Rather than trusting a party that has put its own petty squabbles (like the Beatty-Orchard affair), and its own survivial (like the numerous times they abstained to keep Harper in office), voters will have the choice of a united and disciplined NDP that stands up for what it believes in.

Persichilli may be the first to say what many more will, in time, conclude.

Saturday, January 5, 2008

Liberal Arrogance Watch: Aboriginals decry paternalism in Beatty decree

Aboriginal leaders are comparing Liberals to old style "Indian Agents" for nixing a local nomination process and instead decreeing Joan Beatty their candidate in the Desnethe-Missinippi-Churchill River by-election.

This schism, coming on top of the outrage of David Orchard supporters is once again demonstrating how Dion's weak leadership can't keep the party together.

And it's not like they weren't warned about this.

This latest "Dion Decree" seems like a déjà vu of the Outremont by-election (some bloggers agree) where Dion ignored the wishes of others and pressed ahead with his own appointed candidate.

And even before that, the key lesson from the Liberals' long forgotten renewal process following their 2006 defeat was that after 13 years in power and kissing-up to big money, party members felt isolated. Venerable partisan Tom Axworthy wrote a lengthy report (which has tellingly vanished from their website) urging the party to strike a new relationship to make activists and volunteers feel appreciated.

For a professor, Dion has seems to have the toughest time learning. As a result, the Liberal Party is behaving no different than it did when Canadians rejected it two years ago for its scandal, arrogance and broken promises.

Friday, January 4, 2008

To learn more about where your $650,000 went, call Stephen Harper

Charlie Angus actually had the temerity to do what the ad told him to.

To learn more about why you paid $650,000 for ads that provide no new information, call Stephen Harper at (613) 941-6900.

Hat tip to Accidental Deliberations.

Thursday, January 3, 2008

Doomsday Dion: Another Liberal says “no way”

So on the very same day that Jack Layton announces that the NDP is going to run the strongest slate of candidates ever, another Liberal candidate says he’s not running under Dion's banner.

“I have not closed the door on anything. I’m leaving the door wide open” Paul Antle said only moments after having double-bolted and stuck a chair under the knob to the door to running for the Dion Liberals in the next election.

This is another bad sign for the Dion Liberals. Who is going to be with them when they can’t even keep a candidate in an urban Newfoundland seat that they lost by a few thousand votes, where the incumbent is stepping down, and the popular Premier is actively campaigning for people to vote out the Conservatives?

The Dion Liberals just don’t have it together to help Canadians who want to defeat Harper.
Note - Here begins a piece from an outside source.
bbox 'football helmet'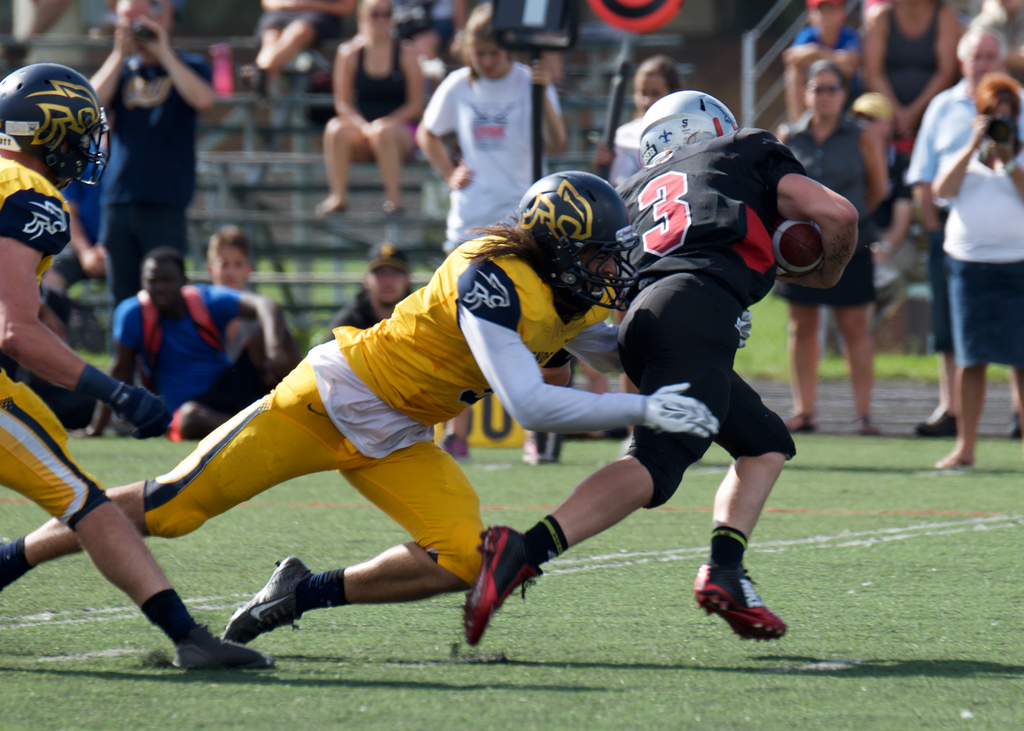
511, 171, 643, 326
Wednesday, January 2, 2008

NDP to run strongest team of candidates ever

Jack Layton seems to be everywhere. He gave a series of interviews leading up to the holidays. But even through his so-called holidays he was in the news on everything from the political turmoil in Pakistan, to the GST cut.

And with baby New Year not even showing the early signs of diaper rash, Layton is back at it in this interview with the Ottawa Citizen. His message: in 2008 the NDP will be the party for Canadians who want leadership for real change.

Layton also dangled a tantalizing bauble in front of political junkies saying that not only has the party increased its donor base to take on Harper dollar-for-dollar in the election, but the party has readied “the strongest team of candidates we've ever had.”

And as if to make the point further, over here, Thomas Mulcair confidently predicts that the changing dynamic in Quebec will net the NDP between six to 12 seats there.

Layton also tells the Citizen that he's convening a historic summit of NDP leaders from across the country this month including Premier Gary Doer of Manitoba and former Saskatchewan premier Lorne Calvert.

It’s only a few days into 2008, and Layton has already got his party looking more and more like the serious challenger for power.